Restrict User Application Consent
OAuth phishing attacks trick users into granting malicious apps access to their data. By blocking user consent, you force all app permission requests through admin review, stopping this attack vector.
Enforce Certificate Credentials for Applications
Client secrets are frequently compromised through accidental commits to source code, exposure in application logs, phishing attacks targeting developers, or insecure sharing via email and chat. Certificate credentials eliminate these risks by using cryptographic key pairs where the private key remains secured on your infrastructure and never needs to be transmitted or shared. Microsoft's Baseline Security Mode now blocks password-based credentials on applications.
Internal App Registration Permissions
Internal app registrations are applications you created and control. While you own the code, misconfigured permissions can expose excessive access. Regular review ensures your own apps only have necessary permissions.
Enable Admin Consent Workflow
Without admin consent workflow, any user can grant an OAuth app access to their data. Attackers use illicit consent grant attacks to trick users into granting malicious apps access. Admin approval stops this attack vector.
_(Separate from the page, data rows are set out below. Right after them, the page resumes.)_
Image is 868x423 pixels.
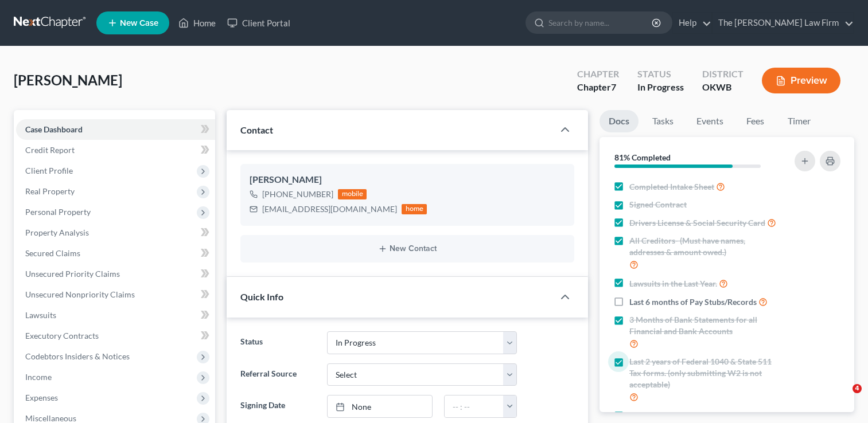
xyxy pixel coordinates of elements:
a: None [328,396,432,418]
span: New Case [120,19,159,27]
iframe: Intercom live chat [829,384,856,412]
a: Docs [600,110,638,133]
span: [PERSON_NAME] [14,72,122,89]
span: Miscellaneous [25,414,77,423]
span: Secured Claims [25,248,81,258]
span: Income [25,372,51,382]
a: Tasks [643,110,683,133]
span: Contact [240,125,273,135]
button: New Contact [250,244,565,254]
span: All Creditors- (Must have names, addresses & amount owed.) [630,235,781,258]
span: Property Analysis [25,228,89,237]
span: Drivers License & Social Security Card [630,217,765,229]
span: Credit Report [25,145,75,155]
label: Status [234,332,320,354]
a: Case Dashboard [16,119,215,140]
label: Signing Date [234,395,320,418]
a: Fees [737,110,774,133]
div: [EMAIL_ADDRESS][DOMAIN_NAME] [262,204,397,215]
span: Expenses [25,393,58,402]
span: Last 2 years of Federal 1040 & State 511 Tax forms. (only submitting W2 is not acceptable) [630,356,781,390]
div: Status [638,68,683,81]
input: Search by name... [548,12,653,33]
a: Property Analysis [16,222,215,243]
div: Chapter [577,81,619,94]
div: mobile [338,189,366,200]
a: Credit Report [16,140,215,161]
a: Events [687,110,733,133]
span: 4 [852,384,861,394]
span: Unsecured Nonpriority Claims [25,290,135,299]
a: Home [173,13,221,33]
span: Lawsuits in the Last Year. [630,278,717,290]
a: Executory Contracts [16,326,215,346]
a: The [PERSON_NAME] Law Firm [712,13,853,33]
span: Completed Intake Sheet [630,181,714,193]
a: Client Portal [221,13,296,33]
span: Unsecured Priority Claims [25,269,120,278]
input: -- : -- [444,396,504,418]
div: Chapter [577,68,619,81]
a: Unsecured Nonpriority Claims [16,284,215,305]
span: Case Dashboard [25,125,83,134]
div: District [702,68,743,81]
div: In Progress [638,81,683,94]
span: Real Property [25,187,75,196]
strong: 81% Completed [614,153,671,163]
span: Executory Contracts [25,331,99,340]
div: [PHONE_NUMBER] [262,189,333,200]
span: Last 6 months of Pay Stubs/Records [630,296,757,308]
a: Unsecured Priority Claims [16,264,215,284]
label: Referral Source [234,364,320,386]
div: OKWB [702,81,743,94]
button: Preview [761,68,840,93]
span: Lawsuits [25,310,56,320]
span: Client Profile [25,166,73,175]
span: Real Property Deeds and Mortgages [630,410,757,422]
div: [PERSON_NAME] [250,173,565,187]
a: Secured Claims [16,243,215,264]
span: Personal Property [25,207,91,216]
span: Signed Contract [630,199,687,211]
span: 7 [611,81,616,93]
div: home [402,205,427,214]
span: Quick Info [240,291,283,302]
span: 3 Months of Bank Statements for all Financial and Bank Accounts [630,314,781,337]
a: Timer [778,110,819,133]
span: Codebtors Insiders & Notices [25,352,130,361]
a: Lawsuits [16,305,215,326]
a: Help [673,13,711,33]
Third-Party Enterprise App Permissions
Third-party enterprise apps are applications from external vendors that you consented to but do not control. These apps pose supply chain risk - a compromised vendor could access your tenant data. Review vendor security certifications and limit permissions to minimum necessary.
Identify Unused Service Principals
Dormant service principals with valid credentials are invisible persistence mechanisms. Attackers can use forgotten apps with stale credentials to maintain access long after initial compromise detection.